The expansion will cost $1 billion and take 20 years to complete. It will feature research and outpatient treatment facilities. The center will hire more than 1,500 new employees and add beds in its hospital.
Fox Chase Cancer Center has long argued that it needed to expand to keep its clinical and research staff on one site. If the campus had not been able to expand, the center would have looked for a new home outside the city.
Meanwhile, the cancer center is proceeding with plans to build a 1,000-car multi-level garage and 120,000-square-foot research and care pavilion on its grounds.
That project will cost $70 million and create 400 jobs and is intended to reduce the waiting time for patients and ease parking concerns in the neighborhood. The building trades unions are eager to get to work.

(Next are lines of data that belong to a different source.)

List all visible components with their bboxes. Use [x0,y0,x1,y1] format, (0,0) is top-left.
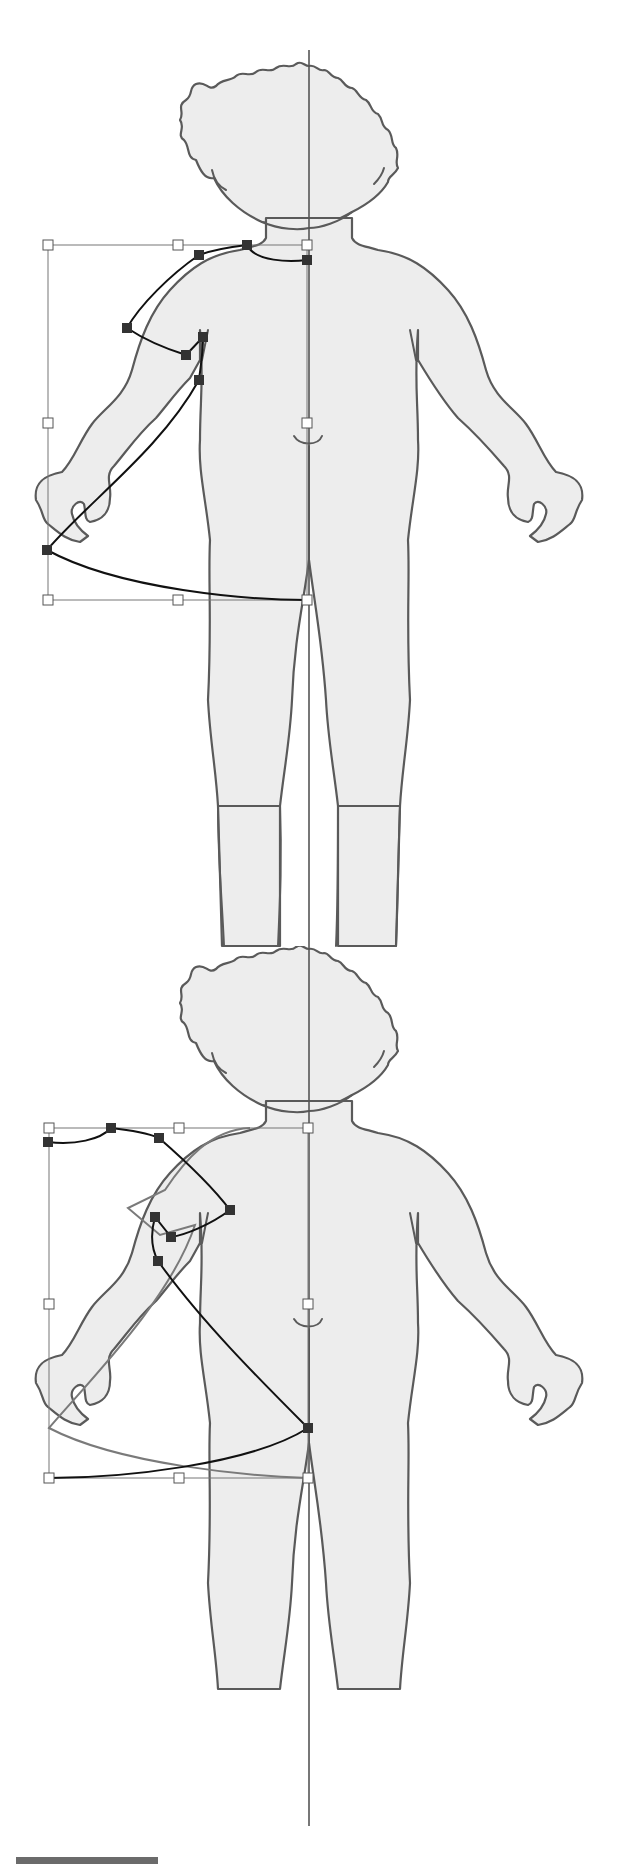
anchor-point[interactable] [153,1256,163,1266]
resize-handle[interactable] [302,240,312,250]
resize-handle[interactable] [174,1473,184,1483]
anchor-point[interactable] [42,545,52,555]
anchor-point[interactable] [150,1212,160,1222]
resize-handle[interactable] [44,1299,54,1309]
resize-handle[interactable] [173,595,183,605]
anchor-point[interactable] [194,250,204,260]
resize-handle[interactable] [303,1299,313,1309]
resize-handle[interactable] [43,418,53,428]
resize-handle[interactable] [44,1473,54,1483]
anchor-point[interactable] [43,1137,53,1147]
resize-handle[interactable] [44,1123,54,1133]
anchor-point[interactable] [166,1232,176,1242]
resize-handle[interactable] [173,240,183,250]
resize-handle[interactable] [302,595,312,605]
anchor-point[interactable] [242,240,252,250]
anchor-point[interactable] [225,1205,235,1215]
resize-handle[interactable] [174,1123,184,1133]
resize-handle[interactable] [43,595,53,605]
anchor-point[interactable] [302,255,312,265]
anchor-point[interactable] [122,323,132,333]
footer-bar [16,1857,158,1864]
anchor-point[interactable] [154,1133,164,1143]
anchor-point[interactable] [303,1423,313,1433]
anchor-point[interactable] [194,375,204,385]
anchor-point[interactable] [198,332,208,342]
resize-handle[interactable] [303,1473,313,1483]
panel-gap [0,806,628,946]
anchor-point[interactable] [181,350,191,360]
anchor-point[interactable] [106,1123,116,1133]
resize-handle[interactable] [302,418,312,428]
resize-handle[interactable] [43,240,53,250]
resize-handle[interactable] [303,1123,313,1133]
illustration-canvas [0,0,628,1864]
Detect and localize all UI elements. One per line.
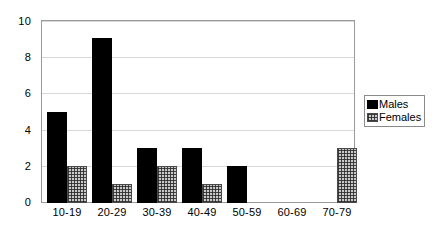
y-tick-label-10: 10 <box>18 16 31 27</box>
y-tick-label-2: 2 <box>25 161 31 172</box>
y-tick-label-8: 8 <box>25 52 31 63</box>
x-tick-label-30-39: 30-39 <box>142 206 171 219</box>
x-tick-label-20-29: 20-29 <box>97 206 126 219</box>
x-tick-label-40-49: 40-49 <box>187 206 216 219</box>
x-tick-label-10-19: 10-19 <box>52 206 81 219</box>
gridline-2 <box>42 166 354 167</box>
gridline-10 <box>42 21 354 22</box>
gridline-6 <box>42 93 354 94</box>
legend-swatch-males-icon <box>367 100 378 109</box>
gridline-8 <box>42 57 354 58</box>
legend-item-females: Females <box>367 111 421 124</box>
plot-area <box>41 20 355 203</box>
x-axis: 10-19 20-29 30-39 40-49 50-59 60-69 70-7… <box>41 206 355 226</box>
x-tick-label-50-59: 50-59 <box>232 206 261 219</box>
y-axis: 10 8 6 4 2 0 <box>0 20 36 203</box>
x-tick-label-60-69: 60-69 <box>277 206 306 219</box>
y-tick-label-6: 6 <box>25 88 31 99</box>
x-tick-label-70-79: 70-79 <box>322 206 351 219</box>
legend-label-females: Females <box>379 112 421 123</box>
bar-chart: 10 8 6 4 2 0 10-19 20-29 30-39 40-49 50-… <box>0 0 438 237</box>
legend-label-males: Males <box>379 99 408 110</box>
legend: Males Females <box>364 95 425 127</box>
y-tick-label-0: 0 <box>25 197 31 208</box>
legend-swatch-females-icon <box>367 113 378 122</box>
legend-item-males: Males <box>367 98 421 111</box>
y-tick-label-4: 4 <box>25 125 31 136</box>
gridline-4 <box>42 130 354 131</box>
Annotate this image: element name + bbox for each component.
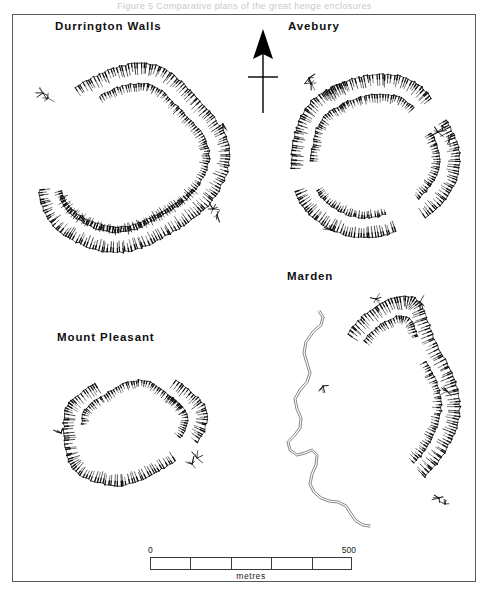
- hachure-tick-tail: [103, 96, 105, 100]
- crest-dash: [91, 481, 95, 482]
- crest-dash: [211, 113, 213, 115]
- crest-dash: [105, 70, 108, 72]
- hachure-tick-tail: [179, 114, 182, 117]
- hachure-tick-tail: [219, 140, 224, 142]
- crest-dash: [201, 177, 203, 179]
- crest-dash: [379, 324, 381, 326]
- hachure-tick-tail: [203, 197, 208, 201]
- crest-dash: [51, 222, 52, 225]
- hachure-tick-tail: [114, 391, 116, 394]
- crest-dash: [86, 387, 89, 389]
- crest-dash: [154, 384, 156, 386]
- crest-dash: [364, 313, 367, 314]
- hachure-tick-tail: [391, 322, 393, 327]
- crest-dash: [333, 207, 336, 208]
- crest-dash: [406, 317, 409, 318]
- crest-dash: [428, 442, 430, 444]
- crest-dash: [88, 386, 90, 387]
- hachure-tick-tail: [196, 135, 200, 138]
- hachure-tick-tail: [198, 174, 202, 176]
- scale-division-tick: [271, 557, 272, 570]
- hachure-band-inner-ditch: [340, 94, 414, 112]
- crest-dash: [186, 86, 188, 89]
- hachure-tick-tail: [163, 96, 165, 99]
- hachure-tick-tail: [92, 406, 95, 409]
- crest-dash: [319, 222, 321, 225]
- crest-dash: [170, 463, 172, 464]
- hachure-band-outer-bank: [63, 384, 175, 487]
- crest-dash: [173, 230, 176, 231]
- tuft-stroke: [439, 498, 440, 502]
- hachure-tick-tail: [171, 106, 174, 109]
- hachure-tick-tail: [184, 391, 187, 395]
- henge-comparative-plan-figure: Figure 5 Comparative plans of the great …: [0, 0, 489, 594]
- hachure-tick-tail: [74, 232, 77, 237]
- hachure-tick-tail: [191, 185, 194, 188]
- crest-dash: [180, 436, 182, 438]
- tuft-stroke: [197, 451, 198, 458]
- crest-dash: [399, 97, 401, 98]
- hachure-tick-tail: [200, 199, 206, 204]
- earthwork-mount-pleasant: [54, 380, 208, 487]
- crest-dash: [182, 81, 184, 84]
- hachure-band-inner-ditch: [310, 104, 346, 162]
- crest-dash: [451, 131, 453, 133]
- hachure-tick-tail: [210, 189, 215, 192]
- crest-dash: [457, 174, 458, 177]
- crest-dash: [425, 447, 426, 450]
- crest-dash: [329, 110, 332, 112]
- crest-dash: [449, 367, 451, 371]
- crest-dash: [159, 468, 162, 471]
- hachure-tick-tail: [339, 110, 341, 114]
- hachure-tick-tail: [318, 129, 322, 131]
- hachure-tick-tail: [416, 193, 419, 196]
- crest-dash: [353, 99, 356, 101]
- crest-dash: [206, 410, 207, 413]
- hachure-tick-tail: [100, 76, 102, 81]
- hachure-tick-tail: [123, 70, 125, 77]
- hachure-tick-tail: [210, 125, 215, 128]
- hachure-tick-tail: [191, 128, 195, 131]
- hachure-tick-tail: [378, 309, 382, 315]
- hachure-tick-tail: [432, 151, 436, 152]
- hachure-tick-tail: [46, 204, 52, 206]
- hachure-tick-tail: [176, 86, 181, 91]
- crest-dash: [116, 387, 118, 388]
- hachure-tick-tail: [387, 305, 391, 312]
- hachure-tick-tail: [155, 390, 158, 394]
- hachure-tick-tail: [109, 73, 111, 78]
- hachure-tick-tail: [352, 228, 353, 234]
- hachure-tick-tail: [160, 393, 162, 396]
- hachure-tick-tail: [190, 208, 194, 213]
- crest-dash: [390, 318, 393, 319]
- hachure-tick-tail: [114, 71, 116, 76]
- hachure-tick-tail: [426, 437, 429, 439]
- hachure-tick-tail: [72, 229, 76, 235]
- hachure-tick-tail: [298, 189, 304, 191]
- crest-dash: [138, 480, 142, 481]
- earthwork-avebury: [291, 74, 460, 238]
- hachure-tick-tail: [188, 189, 191, 191]
- hachure-tick-tail: [336, 90, 339, 97]
- crest-dash: [66, 209, 67, 212]
- hachure-tick-tail: [199, 137, 202, 139]
- crest-dash: [184, 112, 185, 115]
- hachure-tick-tail: [415, 195, 417, 198]
- hachure-tick-tail: [445, 427, 452, 430]
- hachure-tick-tail: [84, 470, 87, 475]
- hachure-tick-tail: [46, 208, 52, 210]
- crest-dash: [83, 81, 86, 83]
- hachure-tick-tail: [98, 402, 101, 406]
- crest-dash: [189, 219, 192, 222]
- crest-dash: [216, 121, 217, 124]
- hachure-tick-tail: [318, 132, 323, 134]
- crest-dash: [132, 249, 136, 251]
- crest-dash: [213, 196, 216, 198]
- tuft-stroke: [217, 215, 220, 222]
- crest-dash: [202, 432, 204, 435]
- crest-dash: [451, 188, 452, 191]
- crest-dash: [404, 99, 406, 101]
- hachure-tick-tail: [334, 203, 336, 206]
- hachure-tick-tail: [351, 336, 357, 340]
- hachure-tick-tail: [371, 227, 372, 234]
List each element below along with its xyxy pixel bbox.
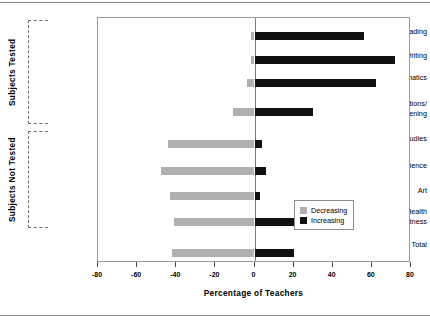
x-tick-neg60: [136, 262, 137, 267]
chart-legend: Decreasing Increasing: [294, 200, 354, 230]
x-tick-label-0: 0: [239, 271, 269, 278]
x-tick-label-60: 60: [356, 271, 386, 278]
x-tick-20: [293, 262, 294, 267]
bar-increasing-total: [255, 249, 294, 257]
bar-decreasing-science: [161, 167, 255, 175]
x-tick-label-neg80: -80: [82, 271, 112, 278]
x-tick-0: [254, 262, 255, 267]
bar-increasing-writing: [255, 56, 396, 64]
figure-bottom-rule: [0, 315, 430, 316]
figure-top-rule: [0, 2, 430, 3]
x-tick-neg40: [175, 262, 176, 267]
x-tick-neg80: [97, 262, 98, 267]
bar-increasing-social-studies: [255, 140, 263, 148]
group-label-subjects-not-tested: Subjects Not Tested: [8, 128, 17, 232]
group-bracket-subjects-not-tested: [28, 131, 48, 228]
x-tick-40: [332, 262, 333, 267]
x-tick-neg20: [214, 262, 215, 267]
x-tick-label-80: 80: [395, 271, 425, 278]
legend-swatch-increasing: [300, 217, 307, 224]
bar-decreasing-health-and-fitness: [174, 218, 254, 226]
x-tick-label-neg60: -60: [121, 271, 151, 278]
x-axis-title: Percentage of Teachers: [97, 288, 410, 298]
x-tick-60: [371, 262, 372, 267]
chart-figure: Subjects Tested Subjects Not Tested Read…: [0, 0, 430, 321]
bar-decreasing-mathematics: [247, 79, 255, 87]
x-tick-label-neg40: -40: [160, 271, 190, 278]
group-label-subjects-tested: Subjects Tested: [8, 22, 17, 122]
legend-item-decreasing: Decreasing: [300, 205, 347, 215]
bar-increasing-communications-listening: [255, 108, 314, 116]
legend-swatch-decreasing: [300, 207, 307, 214]
bar-decreasing-social-studies: [168, 140, 254, 148]
x-tick-label-40: 40: [317, 271, 347, 278]
legend-label-decreasing: Decreasing: [311, 206, 347, 215]
legend-label-increasing: Increasing: [311, 216, 344, 225]
bar-decreasing-total: [172, 249, 254, 257]
bar-increasing-mathematics: [255, 79, 376, 87]
group-bracket-subjects-tested: [28, 20, 48, 124]
x-tick-label-20: 20: [278, 271, 308, 278]
bar-decreasing-art: [170, 192, 254, 200]
legend-item-increasing: Increasing: [300, 215, 347, 225]
plot-area: Decreasing Increasing: [97, 17, 410, 262]
x-tick-80: [410, 262, 411, 267]
bar-increasing-art: [255, 192, 261, 200]
x-tick-label-neg20: -20: [199, 271, 229, 278]
bar-increasing-science: [255, 167, 267, 175]
bar-increasing-health-and-fitness: [255, 218, 294, 226]
bar-decreasing-communications-listening: [233, 108, 255, 116]
bar-increasing-reading: [255, 32, 365, 40]
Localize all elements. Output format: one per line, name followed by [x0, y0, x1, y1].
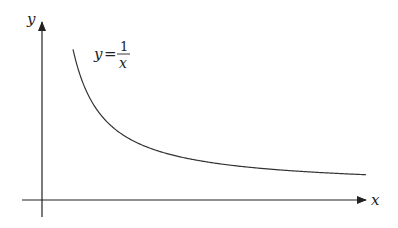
- equation-lhs: y: [93, 45, 103, 63]
- y-axis-label: y: [26, 10, 36, 28]
- x-axis-label: x: [371, 191, 380, 209]
- hyperbola-curve: [73, 49, 366, 174]
- equation-denominator: x: [119, 55, 127, 71]
- graph-canvas: y x y = 1 x: [0, 0, 398, 228]
- equation-label: y = 1 x: [93, 39, 130, 71]
- equation-equals: =: [104, 45, 117, 63]
- equation-numerator: 1: [120, 39, 128, 54]
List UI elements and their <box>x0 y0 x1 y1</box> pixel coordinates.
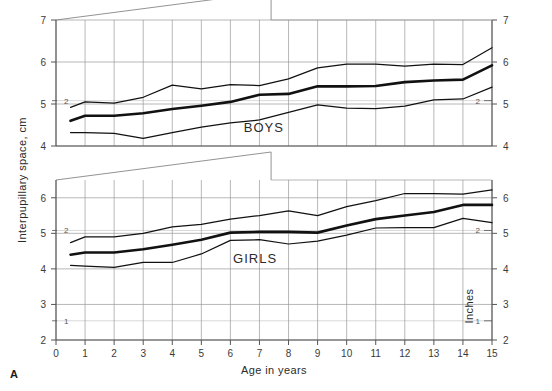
chart-svg: 4567456722BOYS23456234561122GIRLS0123456… <box>0 0 552 391</box>
y-tick-label-right-cm: 6 <box>503 57 509 68</box>
y-tick-label-left-cm: 5 <box>40 99 46 110</box>
figure-letter: A <box>10 368 18 380</box>
x-tick-label: 8 <box>286 348 292 359</box>
y-tick-label-right-cm: 4 <box>503 141 509 152</box>
y-tick-label-left-inches: 1 <box>64 317 69 326</box>
top-edge-skew-girls <box>56 152 271 180</box>
x-tick-label: 6 <box>228 348 234 359</box>
y-tick-label-left-cm: 2 <box>40 335 46 346</box>
curve-boys-upper <box>71 48 492 108</box>
y-tick-label-right-cm: 3 <box>503 299 509 310</box>
y-tick-label-right-cm: 4 <box>503 264 509 275</box>
y-tick-label-left-cm: 6 <box>40 193 46 204</box>
y-tick-label-right-cm: 7 <box>503 15 509 26</box>
panel-label-girls: GIRLS <box>233 251 277 266</box>
y-tick-label-right-inches: 2 <box>476 226 481 235</box>
x-tick-label: 7 <box>257 348 263 359</box>
curve-boys-mean <box>71 65 492 120</box>
x-tick-label: 14 <box>457 348 469 359</box>
y-tick-label-left-cm: 7 <box>40 15 46 26</box>
x-tick-label: 0 <box>53 348 59 359</box>
x-tick-label: 5 <box>199 348 205 359</box>
x-tick-label: 1 <box>82 348 88 359</box>
panel-label-boys: BOYS <box>244 120 284 135</box>
figure-interpupillary-space-chart: 4567456722BOYS23456234561122GIRLS0123456… <box>0 0 552 391</box>
x-tick-label: 12 <box>399 348 411 359</box>
y-axis-title-left: Interpupillary space, cm <box>16 117 28 243</box>
y-tick-label-right-inches: 2 <box>476 97 481 106</box>
y-tick-label-left-inches: 2 <box>64 97 69 106</box>
y-tick-label-left-cm: 4 <box>40 264 46 275</box>
x-axis-title: Age in years <box>241 364 307 376</box>
top-edge-skew-boys <box>56 0 271 20</box>
y-tick-label-right-cm: 5 <box>503 228 509 239</box>
x-tick-label: 3 <box>140 348 146 359</box>
x-tick-label: 10 <box>341 348 353 359</box>
x-tick-label: 11 <box>371 348 382 359</box>
y-tick-label-left-cm: 4 <box>40 141 46 152</box>
x-tick-label: 15 <box>486 348 498 359</box>
y-tick-label-left-inches: 2 <box>64 226 69 235</box>
curve-girls-lower <box>71 218 492 267</box>
y-tick-label-right-cm: 6 <box>503 193 509 204</box>
x-tick-label: 2 <box>111 348 117 359</box>
x-tick-label: 13 <box>428 348 440 359</box>
y-tick-label-right-cm: 2 <box>503 335 509 346</box>
y-tick-label-right-cm: 5 <box>503 99 509 110</box>
y-tick-label-left-cm: 5 <box>40 228 46 239</box>
y-tick-label-left-cm: 3 <box>40 299 46 310</box>
y-axis-title-right: Inches <box>463 288 475 323</box>
x-tick-label: 4 <box>169 348 175 359</box>
x-tick-label: 9 <box>315 348 321 359</box>
y-tick-label-right-inches: 1 <box>476 317 481 326</box>
y-tick-label-left-cm: 6 <box>40 57 46 68</box>
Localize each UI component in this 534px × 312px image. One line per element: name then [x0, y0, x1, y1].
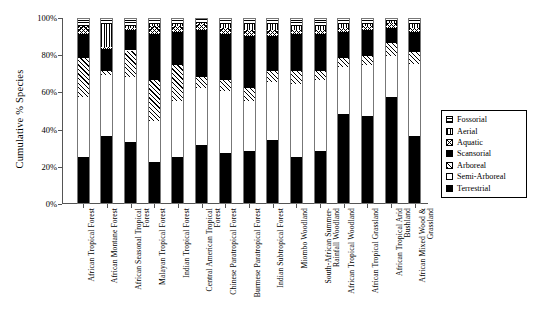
bar-segment-semi-arboreal — [244, 101, 255, 151]
legend-item-terrestrial[interactable]: Terrestrial — [446, 182, 523, 193]
legend-item-scansorial[interactable]: Scansorial — [446, 148, 523, 159]
x-tick-label: African Mixed Wood & Grassland — [419, 112, 432, 208]
x-tick-label-text: South-African Summer-Rainfall Woodland — [324, 208, 341, 304]
bar-segment-aerial — [125, 26, 136, 28]
y-axis-title-text: Cumulative % Species — [14, 44, 25, 194]
bar-segment-fossorial — [386, 18, 397, 21]
legend-label: Terrestrial — [457, 184, 491, 193]
bar-segment-terrestrial — [315, 151, 326, 203]
bar-segment-aquatic — [78, 26, 89, 33]
bar-segment-aquatic — [220, 28, 231, 34]
bar-segment-aquatic — [315, 30, 326, 34]
y-tick-label: 60% — [31, 88, 57, 96]
bar-segment-arboreal — [291, 71, 302, 84]
legend-label: Scansorial — [457, 149, 491, 158]
bar-segment-aerial — [409, 24, 420, 28]
bar-segment-arboreal — [409, 52, 420, 63]
legend-item-semi-arboreal[interactable]: Semi-Arboreal — [446, 171, 523, 182]
bar-segment-aquatic — [409, 28, 420, 32]
x-tick-label-text: African Tropical Woodland — [348, 208, 356, 304]
bar-segment-scansorial — [386, 28, 397, 43]
legend-item-aquatic[interactable]: Aquatic — [446, 137, 523, 148]
y-tick-label: 80% — [31, 51, 57, 59]
bar-segment-aerial — [291, 26, 302, 30]
x-tick-label: Indian Subtropical Forest — [277, 112, 290, 208]
legend-label: Fossorial — [457, 115, 487, 124]
y-tick-label: 100% — [31, 14, 57, 22]
x-tick-label: South-African Summer-Rainfall Woodland — [325, 112, 338, 208]
x-tick-label: Central American Tropical Forest — [206, 112, 219, 208]
bar-segment-aquatic — [149, 26, 160, 33]
bar-segment-scansorial — [338, 32, 349, 58]
bar-segment-semi-arboreal — [362, 65, 373, 115]
x-tick-label-text: Chinese Paratropical Forest — [229, 208, 237, 304]
bar-segment-semi-arboreal — [338, 67, 349, 114]
bar-segment-scansorial — [101, 49, 112, 71]
bar-segment-arboreal — [78, 58, 89, 97]
bar-segment-aerial — [101, 24, 112, 46]
bar-segment-arboreal — [125, 51, 136, 77]
bar-segment-scansorial — [196, 30, 207, 77]
bar-segment-arboreal — [244, 88, 255, 101]
x-tick-label-text: African Tropical Arid Bushland — [395, 208, 412, 304]
x-tick-label-text: African Tropical Forest — [87, 208, 95, 304]
bar-segment-aerial — [244, 24, 255, 30]
bar-segment-aerial — [149, 24, 160, 26]
bar-segment-terrestrial — [386, 97, 397, 203]
legend-swatch-icon — [446, 128, 453, 135]
legend-item-aerial[interactable]: Aerial — [446, 125, 523, 136]
bar-segment-fossorial — [196, 18, 207, 23]
bar-segment-scansorial — [149, 34, 160, 81]
y-axis-title: Cumulative % Species — [14, 0, 28, 44]
bar-segment-fossorial — [267, 18, 278, 24]
legend-item-arboreal[interactable]: Arboreal — [446, 160, 523, 171]
bar-segment-aerial — [362, 24, 373, 26]
bar-segment-aerial — [386, 21, 397, 23]
bar-segment-arboreal — [338, 58, 349, 67]
x-tick-label: Miombo Woodland — [301, 112, 314, 208]
bar-segment-arboreal — [267, 71, 278, 82]
x-tick-label: African Tropical Arid Bushland — [396, 112, 409, 208]
bar-segment-fossorial — [101, 18, 112, 24]
bar-segment-aquatic — [362, 26, 373, 30]
x-tick-label-text: Malayan Tropical Forest — [158, 208, 166, 304]
legend-swatch-icon — [446, 173, 453, 180]
bar-segment-aquatic — [196, 24, 207, 30]
x-tick-label: African Montane Forest — [111, 112, 124, 208]
bar-segment-scansorial — [78, 34, 89, 58]
x-tick-label: Chinese Paratropical Forest — [230, 112, 243, 208]
legend-swatch-icon — [446, 139, 453, 146]
bar-segment-fossorial — [149, 18, 160, 24]
legend-item-fossorial[interactable]: Fossorial — [446, 114, 523, 125]
x-tick-label: African Seasonal Tropical Forest — [135, 112, 148, 208]
x-tick-label: Burmese Paratropical Forest — [254, 112, 267, 208]
y-tick-mark — [58, 167, 62, 168]
bar-segment-scansorial — [220, 34, 231, 81]
legend-swatch-icon — [446, 116, 453, 123]
bar-segment-scansorial — [291, 34, 302, 71]
bar-segment-terrestrial — [172, 157, 183, 204]
legend-swatch-icon — [446, 185, 453, 192]
bar-segment-aquatic — [125, 28, 136, 30]
bar-segment-arboreal — [315, 71, 326, 80]
bar-segment-arboreal — [220, 80, 231, 91]
bar-segment-arboreal — [196, 77, 207, 88]
bar-segment-aerial — [172, 24, 183, 26]
bar-segment-aquatic — [386, 23, 397, 29]
y-tick-mark — [58, 92, 62, 93]
y-tick-mark — [58, 130, 62, 131]
bar-segment-aerial — [338, 24, 349, 28]
bar-segment-arboreal — [386, 43, 397, 56]
legend-label: Arboreal — [457, 161, 486, 170]
bar-segment-terrestrial — [244, 151, 255, 203]
legend-label: Semi-Arboreal — [457, 172, 506, 181]
legend-label: Aquatic — [457, 138, 483, 147]
bar-segment-aquatic — [101, 47, 112, 49]
bar-segment-fossorial — [338, 18, 349, 24]
x-tick-label-text: Miombo Woodland — [300, 208, 308, 304]
y-tick-label: 40% — [31, 126, 57, 134]
bar-segment-aerial — [196, 23, 207, 25]
x-tick-label: African Tropical Woodland — [348, 112, 361, 208]
bar-segment-scansorial — [244, 36, 255, 88]
legend-swatch-icon — [446, 162, 453, 169]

Save Burholme Park, the group opposed to the larger expansion plan, tried to stop the construction, which was approved by the Zoning Board of Adjustment.
The group, in an appeal to Common Pleas Court, contended that Fox Chase did not face a hardship on the ground. Also, it claimed the cancer center did not fully explain its plan. And, it argued that the buildings would be too high and too close to the Ryerss Library and Museum.
In response, O’Neill introduced a bill changing the zoning on the hospital ground from residential to an institutional development district. Council approved the measure, and Street signed it.
Maurer and other members of Save Burholme Park wanted to challenge the institutional development district in court. They had 30 days to make a filing, but their lawyer failed to take action.
Opponents would have fought to save open space and win guarantees of setbacks from property lines and the street.